Update: 2013-08-21 23:06 GMT
About 300 tons of highly radioactive water has leaked from a storage tank at the stricken Fukushima nuclear plant in Japan, according to Tepco, the plant’s operator.
In a statement TEPCO said that the water level in one of the 1000-ton steel tanks was found to be down by a third.

A TEPCO employee found a big puddle of water outside the tank on Monday morning.
This tank is one of a group of 26 similar tanks near reactor No.4 in which contaminated water is being stored. The stored water became contaminated with radioactive strontium, cesium and tritium when it was used to cool the crippled reactors.

The water has a concentration of 80 million becquerels per litre, which translates into 24 trillion becquerels for 300 tons. A radiation level of 100 millisieverts per hour was detected near the surface of a puddle around the tank.
The figure is 100 times the government’s annual limit of radiation exposure for the public. (Becquerel is a measure of radioactivity in a substance while sievert is a measure of radioactivity received by living tissue, like in a human being.)

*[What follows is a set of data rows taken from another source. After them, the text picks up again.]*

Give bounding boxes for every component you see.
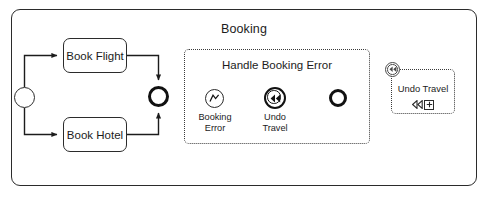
compensation-task-undo-travel[interactable]: Undo Travel [391, 69, 455, 114]
error-start-event[interactable] [205, 89, 224, 108]
error-bolt-icon [206, 90, 223, 107]
process-title: Booking [12, 22, 476, 36]
compensation-boundary-icon[interactable] [385, 62, 400, 77]
task-book-flight[interactable]: Book Flight [63, 38, 127, 73]
task-marker-group [392, 99, 454, 110]
compensation-rewind-glyph-icon [386, 63, 399, 76]
error-start-event-label: Booking Error [188, 112, 242, 133]
compensation-throw-event-label: Undo Travel [248, 112, 302, 133]
compensation-rewind-icon [266, 89, 284, 107]
compensation-rewind-icon [412, 99, 423, 110]
event-subprocess-title: Handle Booking Error [185, 59, 369, 71]
compensation-task-label: Undo Travel [392, 83, 454, 94]
compensation-throw-event[interactable] [264, 87, 286, 109]
end-event-handle-booking-error[interactable] [329, 89, 347, 107]
subprocess-expand-icon[interactable] [424, 100, 434, 110]
task-book-hotel[interactable]: Book Hotel [63, 117, 127, 152]
bpmn-diagram-canvas: Booking Book Flight Book Hotel [0, 0, 488, 197]
task-book-hotel-label: Book Hotel [67, 129, 123, 141]
task-book-flight-label: Book Flight [66, 50, 124, 62]
end-event-booking[interactable] [148, 86, 169, 107]
start-event[interactable] [14, 87, 35, 108]
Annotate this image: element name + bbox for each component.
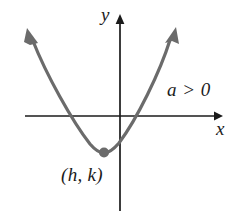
parabola-curve [33,40,170,153]
parabola-left-arrowhead-icon [24,28,38,45]
coefficient-condition-label: a > 0 [167,80,211,99]
parabola-figure: y x a > 0 (h, k) [0,0,244,211]
y-axis-label: y [101,5,109,24]
parabola-right-arrowhead-icon [165,27,179,44]
parabola-graph-svg [0,0,244,211]
vertex-coordinates-label: (h, k) [61,165,103,184]
x-axis-label: x [216,119,224,138]
vertex-point-marker [99,148,109,158]
y-axis-arrowhead-icon [116,14,125,24]
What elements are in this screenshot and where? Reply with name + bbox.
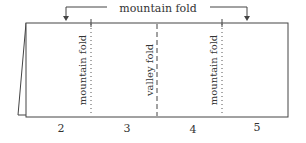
- arrow-down-right-icon: [244, 16, 250, 21]
- paper-sheet: [26, 23, 288, 117]
- panel-number-2: 2: [58, 122, 65, 135]
- fold-label-mountain-1: mountain fold: [77, 34, 88, 105]
- back-flap: [18, 23, 26, 115]
- fold-label-mountain-2: mountain fold: [208, 34, 219, 105]
- fold-diagram: mountain fold mountain fold valley fold …: [0, 0, 306, 143]
- fold-label-valley: valley fold: [144, 43, 155, 97]
- arrow-down-left-icon: [63, 16, 69, 21]
- panel-number-4: 4: [190, 123, 197, 136]
- panel-number-3: 3: [124, 122, 131, 135]
- panel-number-5: 5: [254, 121, 261, 134]
- top-label: mountain fold: [119, 2, 197, 15]
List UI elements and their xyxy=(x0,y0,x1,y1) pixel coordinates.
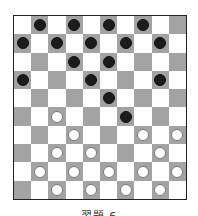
board-square-r9-c3 xyxy=(66,181,83,199)
board-square-r3-c6 xyxy=(117,71,134,89)
board-square-r3-c2 xyxy=(48,71,65,89)
board-square-r7-c7 xyxy=(134,144,151,162)
board-square-r3-c3 xyxy=(66,71,83,89)
board-square-r6-c8 xyxy=(152,126,169,144)
board-square-r8-c5 xyxy=(100,162,117,180)
board-square-r9-c4 xyxy=(83,181,100,199)
board-square-r5-c7 xyxy=(134,107,151,125)
board-square-r2-c7 xyxy=(134,53,151,71)
board-square-r6-c6 xyxy=(117,126,134,144)
board-square-r1-c4 xyxy=(83,34,100,52)
board-square-r7-c1 xyxy=(31,144,48,162)
white-piece-icon xyxy=(171,129,183,141)
board-square-r4-c0 xyxy=(14,89,31,107)
board-square-r0-c5 xyxy=(100,16,117,34)
white-piece-icon xyxy=(51,184,63,196)
board-square-r0-c4 xyxy=(83,16,100,34)
black-piece-icon xyxy=(103,56,115,68)
white-piece-icon xyxy=(171,166,183,178)
diagram-caption: 習題 6 xyxy=(0,207,198,216)
white-piece-icon xyxy=(51,147,63,159)
black-piece-icon xyxy=(34,19,46,31)
white-piece-icon xyxy=(34,166,46,178)
board-square-r9-c6 xyxy=(117,181,134,199)
board-square-r5-c0 xyxy=(14,107,31,125)
board-square-r4-c4 xyxy=(83,89,100,107)
board-square-r8-c1 xyxy=(31,162,48,180)
black-piece-icon xyxy=(120,111,132,123)
board-square-r3-c9 xyxy=(169,71,186,89)
board-square-r6-c2 xyxy=(48,126,65,144)
board-square-r3-c4 xyxy=(83,71,100,89)
white-piece-icon xyxy=(120,184,132,196)
black-piece-icon xyxy=(120,37,132,49)
board-square-r6-c0 xyxy=(14,126,31,144)
board-square-r6-c1 xyxy=(31,126,48,144)
board-square-r6-c3 xyxy=(66,126,83,144)
board-square-r3-c5 xyxy=(100,71,117,89)
board-square-r0-c7 xyxy=(134,16,151,34)
board-square-r2-c9 xyxy=(169,53,186,71)
draughts-board xyxy=(13,15,187,200)
board-square-r2-c6 xyxy=(117,53,134,71)
board-square-r0-c3 xyxy=(66,16,83,34)
board-square-r5-c5 xyxy=(100,107,117,125)
board-square-r5-c3 xyxy=(66,107,83,125)
board-square-r0-c6 xyxy=(117,16,134,34)
board-square-r2-c1 xyxy=(31,53,48,71)
board-square-r7-c4 xyxy=(83,144,100,162)
board-square-r2-c5 xyxy=(100,53,117,71)
black-piece-icon xyxy=(68,19,80,31)
white-piece-icon xyxy=(103,166,115,178)
board-square-r1-c7 xyxy=(134,34,151,52)
board-square-r5-c8 xyxy=(152,107,169,125)
black-piece-icon xyxy=(103,19,115,31)
board-square-r3-c1 xyxy=(31,71,48,89)
board-square-r5-c1 xyxy=(31,107,48,125)
board-square-r6-c4 xyxy=(83,126,100,144)
board-square-r2-c8 xyxy=(152,53,169,71)
board-square-r7-c5 xyxy=(100,144,117,162)
white-piece-icon xyxy=(154,147,166,159)
board-square-r8-c4 xyxy=(83,162,100,180)
board-square-r0-c1 xyxy=(31,16,48,34)
board-square-r7-c2 xyxy=(48,144,65,162)
board-square-r0-c0 xyxy=(14,16,31,34)
black-piece-icon xyxy=(68,56,80,68)
white-piece-icon xyxy=(137,129,149,141)
board-square-r7-c6 xyxy=(117,144,134,162)
board-square-r9-c7 xyxy=(134,181,151,199)
board-square-r4-c5 xyxy=(100,89,117,107)
board-square-r1-c1 xyxy=(31,34,48,52)
board-square-r4-c2 xyxy=(48,89,65,107)
board-square-r9-c5 xyxy=(100,181,117,199)
board-square-r1-c9 xyxy=(169,34,186,52)
black-piece-icon xyxy=(103,92,115,104)
black-piece-icon xyxy=(85,37,97,49)
board-square-r0-c2 xyxy=(48,16,65,34)
board-square-r4-c8 xyxy=(152,89,169,107)
black-piece-icon xyxy=(137,19,149,31)
board-square-r9-c0 xyxy=(14,181,31,199)
board-square-r2-c3 xyxy=(66,53,83,71)
board-square-r8-c3 xyxy=(66,162,83,180)
white-piece-icon xyxy=(154,184,166,196)
board-square-r1-c0 xyxy=(14,34,31,52)
board-square-r7-c8 xyxy=(152,144,169,162)
board-square-r8-c8 xyxy=(152,162,169,180)
board-square-r0-c8 xyxy=(152,16,169,34)
board-square-r7-c0 xyxy=(14,144,31,162)
board-square-r6-c9 xyxy=(169,126,186,144)
board-square-r8-c9 xyxy=(169,162,186,180)
white-piece-icon xyxy=(68,166,80,178)
white-piece-icon xyxy=(137,166,149,178)
board-square-r9-c1 xyxy=(31,181,48,199)
black-piece-icon xyxy=(85,74,97,86)
board-square-r8-c7 xyxy=(134,162,151,180)
board-square-r1-c5 xyxy=(100,34,117,52)
board-square-r6-c5 xyxy=(100,126,117,144)
board-square-r2-c0 xyxy=(14,53,31,71)
board-square-r7-c3 xyxy=(66,144,83,162)
board-square-r9-c2 xyxy=(48,181,65,199)
board-square-r1-c8 xyxy=(152,34,169,52)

‘This means you are exposed to the level of radiation in an hour that a nuclear plant worker is allowed to be exposed to in five years,’ a TEPCO official told reporters.
The Nuclear Regulation Authority on 19 August provisionally rated the
incident as a Level 1 ‘anomaly’ on the eight-level International Nuclear and Radiological Event Scale (INES), one notch above Level 0 ‘deviations,’ which have
no safety significance.

The earthquake and tsunami of 11 March, 2011 had destroyed the nuclear plant causing a meltdown in its reactors. The catastrophe had been given the highest Level 7 designation under the INES.